Of course cardio and strength training are useful for building/preserving muscle mass and general fitness. But for weight loss looking at food seems more effective.
Of course cardio and strength training are useful for building/preserving muscle mass and general fitness. But for weight loss looking at food seems more effective.
Luckily when it comes to regular cake cutting there may be a host involved that just wants to give his guests something nice. And the guests hopefully just enjoy the cake instead of being overly sensitive about the fairness of the divisions.
> When evolutionary biologists like Chuong mapped the genomes of these cells, they found that the protein that allowed these cells to fuse into a wall, called syncytin, didn’t look like it came from human DNA. It looked more like HIV.
So the entire premise of the placenta evolving from a virus rests on the fact that the organ has a unique function requiring a unique protein in the body. Saying the source probably is a virus seems quite a leap of thought. And aren't there many highly specialized proteins in the body?
Has anybody has some more information on what protein in a retrovirus looks similar to syncytin?
This field is called paleovirology, and the paper also discusses in some more detail how fragments of viral DNA can end up in human DNA.
> When evolutionary biologists like Chuong mapped the genomes of these cells, they found that the protein that allowed these cells to fuse into a wall, called syncytin, didn’t look like it came from human DNA. It looked more like HIV.
So the entire premise of the placenta evolving from a virus rests on the fact that the organ has a unique function requiring a unique protein in the body. Saying the source probably is a virus seems quite a leap of thought. And aren't there many highly specialized proteins in the body?
Has anybody has some more information on what protein in a retrovirus looks similar to syncytin?
But I'll be giving this a try!
I've been typing since the early 90s, and can type around 120WPM without looking or thinking about it, and it hit me that in a very real sense, the iPad (and other computing devices) are already an extension of me. I've invested the time to integrate this hardware into my brain via the keyboard interface, and once typing is automatic, the friction between brain and machine is very low. I can transmit information from brain to computer and back relatively quickly.
The thing about immersive tech is that we're already immersed in tech.

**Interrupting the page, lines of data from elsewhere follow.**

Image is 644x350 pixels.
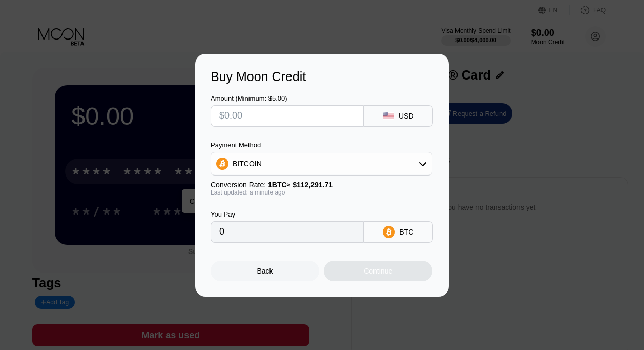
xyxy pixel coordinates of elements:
[268,181,333,189] span: 1 BTC ≈ $112,291.71
[232,160,262,168] div: BITCOIN
[210,69,434,84] div: Buy Moon Credit
[257,267,273,275] div: Back
[210,210,363,218] div: You Pay
[210,95,363,102] div: Amount (Minimum: $5.00)
[210,181,432,189] div: Conversion Rate:
[210,141,432,149] div: Payment Method
[210,189,432,196] div: Last updated: a minute ago
[211,153,432,174] div: BITCOIN
[399,228,413,236] div: BTC
[399,112,414,120] div: USD
[219,106,355,126] input: $0.00
[210,261,319,281] div: Back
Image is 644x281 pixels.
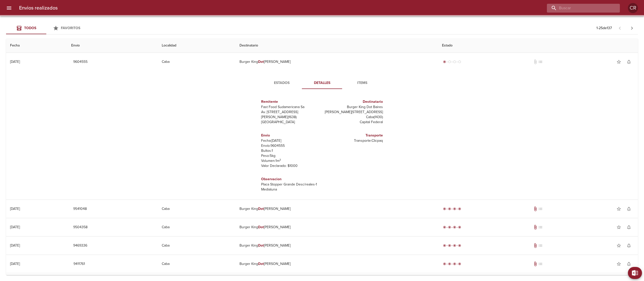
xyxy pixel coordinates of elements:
[236,53,438,71] td: Burger King [PERSON_NAME]
[158,38,236,53] th: Localidad
[261,144,320,148] p: Envío: 9604555
[617,206,622,211] span: star_border
[6,22,87,34] div: Tabs Envios
[627,225,632,230] span: notifications_none
[538,59,543,64] span: No tiene pedido asociado
[614,222,624,232] button: Agregar a favoritos
[538,243,543,248] span: No tiene pedido asociado
[533,225,538,230] span: Tiene documentos adjuntos
[614,241,624,251] button: Agregar a favoritos
[443,262,446,265] span: radio_button_checked
[261,133,320,138] h6: Envio
[448,60,451,63] span: radio_button_unchecked
[6,38,67,53] th: Fecha
[624,241,634,251] button: Activar notificaciones
[442,243,462,248] div: Entregado
[258,60,264,64] em: Dot
[10,207,20,211] div: [DATE]
[158,200,236,218] td: Caba
[261,158,320,163] p: Volumen: 1 m
[236,237,438,255] td: Burger King [PERSON_NAME]
[448,207,451,210] span: radio_button_checked
[236,200,438,218] td: Burger King [PERSON_NAME]
[258,225,264,229] em: Dot
[236,38,438,53] th: Destinatario
[624,259,634,269] button: Activar notificaciones
[73,224,88,230] span: 9504358
[10,262,20,266] div: [DATE]
[443,226,446,229] span: radio_button_checked
[626,22,638,34] span: Pagina siguiente
[448,226,451,229] span: radio_button_checked
[458,60,461,63] span: radio_button_unchecked
[442,59,462,64] div: Generado
[261,182,320,192] p: Placa Stopper Grande Desc/reales-1 Medialuna
[596,26,612,31] p: 1 - 25 de 137
[538,206,543,211] span: No tiene pedido asociado
[258,207,264,211] em: Dot
[453,226,456,229] span: radio_button_checked
[453,262,456,265] span: radio_button_checked
[261,110,320,115] p: Av. [STREET_ADDRESS]
[547,4,612,13] input: buscar
[305,80,339,86] span: Detalles
[617,243,622,248] span: star_border
[261,153,320,158] p: Peso: 5 kg
[158,255,236,273] td: Caba
[71,204,89,214] button: 9541048
[261,115,320,120] p: [PERSON_NAME] ( 1638 )
[324,133,383,138] h6: Transporte
[628,3,638,13] div: Abrir información de usuario
[71,223,90,232] button: 9504358
[443,60,446,63] span: radio_button_checked
[324,115,383,120] p: Caba ( 1430 )
[627,261,632,266] span: notifications_none
[617,59,622,64] span: star_border
[73,261,85,267] span: 9411761
[628,3,638,13] div: CR
[158,218,236,237] td: Caba
[324,138,383,144] p: Transporte: Clicpaq
[624,204,634,214] button: Activar notificaciones
[73,243,88,249] span: 9469336
[262,77,382,89] div: Tabs detalle de guia
[67,38,158,53] th: Envio
[458,262,461,265] span: radio_button_checked
[158,237,236,255] td: Caba
[71,57,90,67] button: 9604555
[438,38,638,53] th: Estado
[442,206,462,211] div: Entregado
[443,207,446,210] span: radio_button_checked
[324,105,383,110] p: Burger King Dot Baires
[261,163,320,168] p: Valor Declarado: $ 1000
[458,226,461,229] span: radio_button_checked
[261,120,320,125] p: [GEOGRAPHIC_DATA]
[261,148,320,153] p: Bultos: 1
[280,158,281,161] sup: 3
[627,243,632,248] span: notifications_none
[453,207,456,210] span: radio_button_checked
[236,218,438,237] td: Burger King [PERSON_NAME]
[258,244,264,248] em: Dot
[617,261,622,266] span: star_border
[261,138,320,144] p: Fecha: [DATE]
[614,204,624,214] button: Agregar a favoritos
[19,4,58,12] h6: Envios realizados
[448,262,451,265] span: radio_button_checked
[324,110,383,115] p: [PERSON_NAME][STREET_ADDRESS]
[533,206,538,211] span: Tiene documentos adjuntos
[448,244,451,247] span: radio_button_checked
[324,99,383,105] h6: Destinatario
[624,222,634,232] button: Activar notificaciones
[71,241,90,250] button: 9469336
[614,57,624,67] button: Agregar a favoritos
[627,59,632,64] span: notifications_none
[617,225,622,230] span: star_border
[442,261,462,266] div: Entregado
[258,262,264,266] em: Dot
[261,105,320,110] p: Fast Food Sudamericana Sa
[533,243,538,248] span: Tiene documentos adjuntos
[236,255,438,273] td: Burger King [PERSON_NAME]
[453,60,456,63] span: radio_button_unchecked
[61,26,80,30] span: Favoritos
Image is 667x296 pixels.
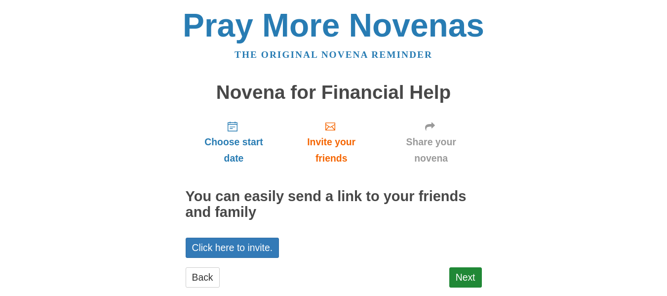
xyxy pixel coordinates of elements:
[186,188,482,220] h2: You can easily send a link to your friends and family
[195,134,272,166] span: Choose start date
[186,267,220,287] a: Back
[186,237,279,258] a: Click here to invite.
[380,112,482,171] a: Share your novena
[234,49,432,60] a: The original novena reminder
[292,134,370,166] span: Invite your friends
[282,112,380,171] a: Invite your friends
[186,82,482,103] h1: Novena for Financial Help
[390,134,472,166] span: Share your novena
[449,267,482,287] a: Next
[183,7,484,43] a: Pray More Novenas
[186,112,282,171] a: Choose start date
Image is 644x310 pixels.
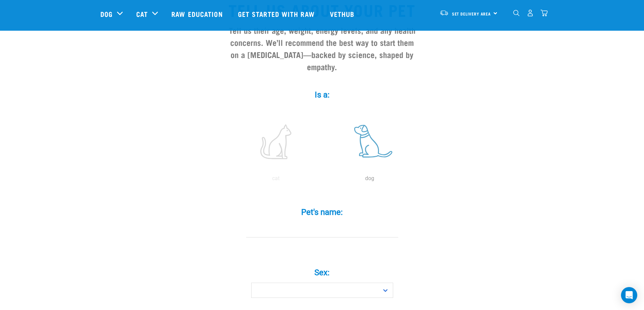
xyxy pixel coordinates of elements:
[621,288,637,304] div: Open Intercom Messenger
[136,9,148,19] a: Cat
[513,10,520,16] img: home-icon-1@2x.png
[231,1,323,27] a: Get started with Raw
[324,175,415,183] p: dog
[220,267,424,279] label: Sex:
[220,206,424,218] label: Pet's name:
[220,89,424,101] label: Is a:
[101,9,112,19] a: Dog
[452,12,491,15] span: Set Delivery Area
[230,175,322,183] p: cat
[440,10,448,16] img: van-moving.png
[540,9,548,17] img: home-icon@2x.png
[527,9,534,17] img: user.png
[323,1,363,27] a: Vethub
[165,1,231,27] a: Raw Education
[226,24,418,72] h3: Tell us their age, weight, energy levels, and any health concerns. We’ll recommend the best way t...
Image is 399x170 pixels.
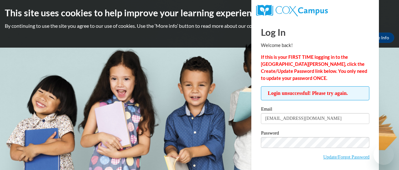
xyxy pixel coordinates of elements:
span: Login unsuccessful! Please try again. [261,86,370,100]
label: Email [261,107,370,113]
a: Update/Forgot Password [323,154,370,159]
label: Password [261,131,370,137]
p: Welcome back! [261,42,370,49]
a: More Info [365,33,395,43]
iframe: Button to launch messaging window [374,144,394,165]
img: COX Campus [256,5,328,16]
p: By continuing to use the site you agree to our use of cookies. Use the ‘More info’ button to read... [5,22,395,29]
h2: This site uses cookies to help improve your learning experience. [5,6,395,19]
h1: Log In [261,26,370,39]
strong: If this is your FIRST TIME logging in to the [GEOGRAPHIC_DATA][PERSON_NAME], click the Create/Upd... [261,54,367,81]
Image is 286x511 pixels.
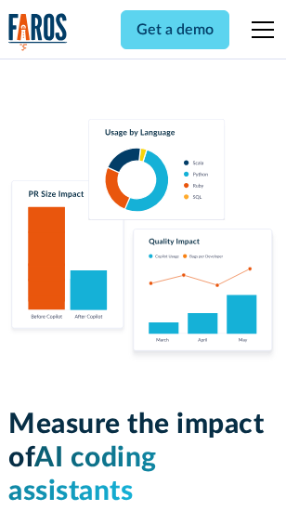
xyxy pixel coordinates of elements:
a: home [8,13,68,51]
h1: Measure the impact of [8,408,278,508]
a: Get a demo [121,10,229,49]
img: Logo of the analytics and reporting company Faros. [8,13,68,51]
div: menu [241,7,278,52]
span: AI coding assistants [8,444,157,505]
img: Charts tracking GitHub Copilot's usage and impact on velocity and quality [8,119,278,363]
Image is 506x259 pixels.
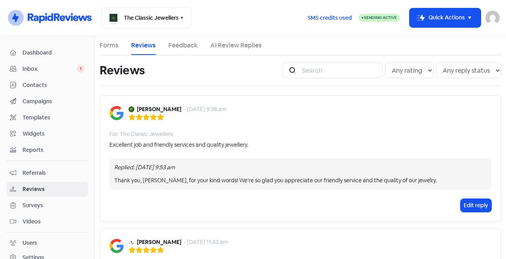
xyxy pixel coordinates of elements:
[409,8,480,27] button: Quick Actions
[77,65,85,73] span: 1
[6,182,88,196] a: Reviews
[168,41,198,50] a: Feedback
[101,7,192,28] button: The Classic Jewellers
[23,97,85,105] span: Campaigns
[6,143,88,157] a: Reports
[109,239,124,253] img: Image
[23,146,85,154] span: Reports
[131,41,156,50] a: Reviews
[128,106,134,112] img: Avatar
[184,238,228,246] div: - [DATE] 11:43 am
[297,62,382,78] input: Search
[6,45,88,60] a: Dashboard
[6,126,88,141] a: Widgets
[114,164,175,171] i: Replied: [DATE] 9:53 am
[6,62,88,76] a: Inbox 1
[364,15,397,20] span: Sending Active
[6,94,88,109] a: Campaigns
[137,105,181,113] b: [PERSON_NAME]
[23,81,85,89] span: Contacts
[137,238,181,246] b: [PERSON_NAME]
[23,217,85,226] span: Videos
[6,214,88,229] a: Videos
[184,105,226,113] div: - [DATE] 9:38 am
[485,11,499,25] img: User
[128,239,134,245] img: Avatar
[6,78,88,92] a: Contacts
[301,13,358,21] a: SMS credits used
[6,166,88,180] a: Referrals
[23,239,37,247] div: Users
[358,13,400,23] a: Sending Active
[23,113,85,122] span: Templates
[6,235,88,250] a: Users
[23,169,85,177] span: Referrals
[23,49,85,57] span: Dashboard
[23,65,77,73] span: Inbox
[100,41,119,50] a: Forms
[6,198,88,213] a: Surveys
[114,176,486,184] div: Thank you, [PERSON_NAME], for your kind words! We're so glad you appreciate our friendly service ...
[6,110,88,125] a: Templates
[307,14,352,22] span: SMS credits used
[23,130,85,138] span: Widgets
[210,41,262,50] a: AI Review Replies
[109,130,173,138] div: For: The Classic Jewellers
[109,106,124,120] img: Image
[460,199,491,212] button: Edit reply
[23,201,85,209] span: Surveys
[100,58,145,83] h1: Reviews
[23,185,85,193] span: Reviews
[109,141,248,149] div: Excellent job and friendly services and quality jewellery.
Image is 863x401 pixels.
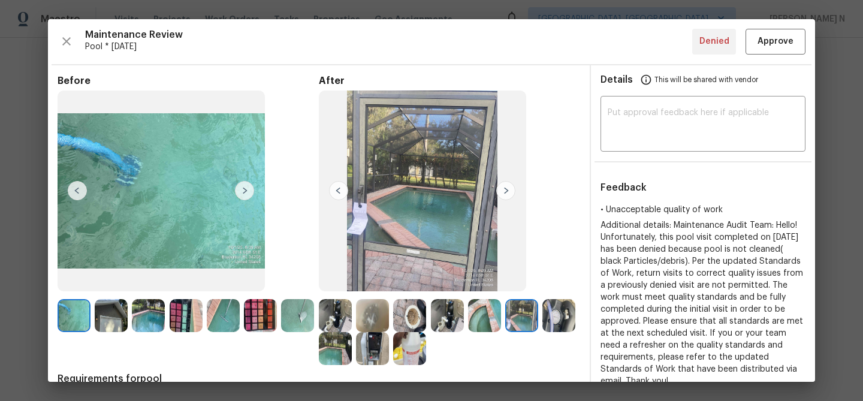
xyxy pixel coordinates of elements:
[496,181,516,200] img: right-chevron-button-url
[85,29,692,41] span: Maintenance Review
[601,221,803,385] span: Additional details: Maintenance Audit Team: Hello! Unfortunately, this pool visit completed on [D...
[758,34,794,49] span: Approve
[329,181,348,200] img: left-chevron-button-url
[601,65,633,94] span: Details
[746,29,806,55] button: Approve
[319,75,580,87] span: After
[68,181,87,200] img: left-chevron-button-url
[235,181,254,200] img: right-chevron-button-url
[601,206,723,214] span: • Unacceptable quality of work
[655,65,758,94] span: This will be shared with vendor
[58,373,580,385] span: Requirements for pool
[58,75,319,87] span: Before
[601,183,647,192] span: Feedback
[85,41,692,53] span: Pool * [DATE]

The next generation of VR/AR promises to immerse us even more, but I think it's interesting to consider the idea that we're already immersed and don't always realize it.
When you start to look at the space around you as an extension of you (and I think there are good reasons to look at it this way - your immediate surroundings are in effect a projection/construct formulated by your brain, and the actions you take within that space modulate your average conscious experience), and when you start to look at the computing devices around you as part of that extension of you, it starts to raise really interesting questions like:
If I could implant a chip in my brain, and if people could control my brain with that chip, I would probably never allow it. But when that chip is outside of my brain in a device I keep in my pocket, why am I more willing to allow other entities to feed me stimuli?
I tend to agree with the broader idea that we need to be less immersed in tech, if for no other reason to reduce this kind of external control mechanism we've all hooked ourselves in to. And I don't think immersion is limited to the obvious developments like that next generation VR/AR headset. Immersion is already extremely high.
Does this mean 3% or 0.03%?
The Eurocode defines 3 consequence classes: CC1, CC2 and CC3. CC1 has the lowest consequence and is used for regular homes, light industry and agriculture. The chance of dying as a result of structural failure is low, 0.001. The chance for a CC2 building (apartment buildings, offices, hotels etc.) is defined as moderate with 0.03. And CC3 is for special buildings, such as large stadiums, with a high risk of death on structural failure, 0.3. There are other factors that go in defining a consequence class however, including economic and social concerns.
The consequence class maps to the chance that we find it acceptable for a building to collapse in a given year. Causes can be anything, like extreme weather. For CC1 this is 1 in 100, for CC2 1 in 10.000, for CC3 a chance of 1 in 100.000.
So the chance one or more people die in a stadium during a heavy storm due to structural failure could be 1 in 300.000 in a year if you purely look at the statistics behind the structural safety standard.
The statistics map to simple reference values for the loads of wind, snow, rain, usage etc. and easy safety factors. For example CC2 has a safety factor of 1,5 over all variable loads.
If that is true it is no surprise to me all sorts of folk medicine work on warts.